This distinction is becoming clearer in my mind when solving musical theater and opera problems. I ask myself, is the solution dramatic or musical?
When I’m faced with a phrasing problem, is the answer dramatic or musical? When I’m faced with a problem of motivating a movement onstage, is that a dramatic or musical problem? When I’m singing out of tune, or my rhythm isn’t right, is that a dramatic or a musical problem?
I think the answers to those are easy, but let’s make it harder. How do I make this phrase more impactful to the audience? With a dramatic or a musical choice? When I’m singing with a group, and we in concert must create an atmosphere, is that a dramatic or musical problem? When the scene isn’t quite working, are stronger dramatic or musical choices required?
Dramatic choices come from our humanity. They come from our emotional core. They are the primal scream. They are the first love. They are the wound that gnaws. They are our charms.
Musical choices are abstract. They exist within the aspects of music (melody, harmony, rhythm, timbre, dynamics). What exactly they represent is still unclear, and yet they can move us. They require mechanical precision to create an abstract and musical result.
Everything musical theater exists within a tug of war between these two poles, and different pieces and characters will be balanced differently. Mama Rose? Balanced towards dramatic. Madama Butterfly? Balanced towards musical.
Even in recital, you have dramatic and musical choice. Ignore either at your peril.
Ask yourself when stuck creatively if the next step requires bolder dramatic or musical choices, and then make them.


What you need to do:
Below is a listing. Set down exactly the lines from the one containing "Image is 980x479 pixels." through the one containing "Image is 868x419 pixels.", both ends included, and leave out the rest.
··· Supplied material
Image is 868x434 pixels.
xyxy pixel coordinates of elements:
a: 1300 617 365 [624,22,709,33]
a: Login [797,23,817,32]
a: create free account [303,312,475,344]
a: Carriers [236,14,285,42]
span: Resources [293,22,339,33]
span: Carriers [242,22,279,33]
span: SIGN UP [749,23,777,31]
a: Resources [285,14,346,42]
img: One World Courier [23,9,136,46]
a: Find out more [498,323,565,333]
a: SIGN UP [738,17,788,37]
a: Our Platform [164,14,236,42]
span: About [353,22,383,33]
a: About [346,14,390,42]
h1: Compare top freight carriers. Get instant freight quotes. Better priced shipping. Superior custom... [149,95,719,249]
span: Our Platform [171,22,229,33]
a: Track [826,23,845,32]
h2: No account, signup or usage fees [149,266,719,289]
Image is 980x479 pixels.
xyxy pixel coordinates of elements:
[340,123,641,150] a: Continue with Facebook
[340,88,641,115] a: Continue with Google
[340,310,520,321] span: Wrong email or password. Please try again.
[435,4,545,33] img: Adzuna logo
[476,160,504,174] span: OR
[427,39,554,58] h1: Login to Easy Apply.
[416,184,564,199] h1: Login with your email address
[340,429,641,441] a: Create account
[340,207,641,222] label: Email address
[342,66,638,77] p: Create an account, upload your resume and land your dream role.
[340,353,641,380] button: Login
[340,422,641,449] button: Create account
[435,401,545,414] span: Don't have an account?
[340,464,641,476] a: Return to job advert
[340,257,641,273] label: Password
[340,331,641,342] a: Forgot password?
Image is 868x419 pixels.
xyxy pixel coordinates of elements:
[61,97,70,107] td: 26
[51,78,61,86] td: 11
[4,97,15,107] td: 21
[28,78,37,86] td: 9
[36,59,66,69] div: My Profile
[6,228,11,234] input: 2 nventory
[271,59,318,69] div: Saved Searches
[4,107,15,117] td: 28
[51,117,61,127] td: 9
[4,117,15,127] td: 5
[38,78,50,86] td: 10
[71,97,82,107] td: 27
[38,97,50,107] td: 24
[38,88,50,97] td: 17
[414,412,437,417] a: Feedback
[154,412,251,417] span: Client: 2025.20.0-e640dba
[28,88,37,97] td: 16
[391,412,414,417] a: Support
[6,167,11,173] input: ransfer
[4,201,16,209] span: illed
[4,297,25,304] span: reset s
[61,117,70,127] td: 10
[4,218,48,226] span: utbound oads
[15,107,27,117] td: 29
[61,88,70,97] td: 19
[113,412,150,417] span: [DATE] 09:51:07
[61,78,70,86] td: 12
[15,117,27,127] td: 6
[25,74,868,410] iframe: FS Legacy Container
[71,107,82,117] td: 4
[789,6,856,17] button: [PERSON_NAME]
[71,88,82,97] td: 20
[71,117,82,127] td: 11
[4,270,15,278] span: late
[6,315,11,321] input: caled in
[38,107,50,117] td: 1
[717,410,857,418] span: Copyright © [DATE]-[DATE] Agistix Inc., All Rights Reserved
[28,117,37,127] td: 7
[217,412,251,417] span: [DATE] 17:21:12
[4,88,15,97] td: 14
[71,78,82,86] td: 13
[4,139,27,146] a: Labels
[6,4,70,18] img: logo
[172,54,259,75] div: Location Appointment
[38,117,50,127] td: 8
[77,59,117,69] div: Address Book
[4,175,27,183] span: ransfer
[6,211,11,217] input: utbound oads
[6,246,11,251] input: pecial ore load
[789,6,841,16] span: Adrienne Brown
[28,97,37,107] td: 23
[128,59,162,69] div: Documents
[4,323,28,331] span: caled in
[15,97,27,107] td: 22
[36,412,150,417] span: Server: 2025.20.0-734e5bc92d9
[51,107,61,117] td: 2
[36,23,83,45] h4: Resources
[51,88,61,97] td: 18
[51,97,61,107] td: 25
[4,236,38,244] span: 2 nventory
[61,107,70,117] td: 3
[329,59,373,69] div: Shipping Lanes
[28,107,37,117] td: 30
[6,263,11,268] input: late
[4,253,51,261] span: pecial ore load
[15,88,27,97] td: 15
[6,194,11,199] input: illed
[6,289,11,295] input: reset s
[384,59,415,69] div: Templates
······
Answer area:
Image is 980x479 pixels.
xyxy pixel coordinates of elements:
[340,123,641,150] a: Continue with Facebook
[340,88,641,115] a: Continue with Google
[340,310,520,321] span: Wrong email or password. Please try again.
[435,4,545,33] img: Adzuna logo
[476,160,504,174] span: OR
[427,39,554,58] h1: Login to Easy Apply.
[416,184,564,199] h1: Login with your email address
[340,429,641,441] a: Create account
[340,207,641,222] label: Email address
[342,66,638,77] p: Create an account, upload your resume and land your dream role.
[340,353,641,380] button: Login
[340,422,641,449] button: Create account
[435,401,545,414] span: Don't have an account?
[340,464,641,476] a: Return to job advert
[340,257,641,273] label: Password
[340,331,641,342] a: Forgot password?
Image is 868x419 pixels.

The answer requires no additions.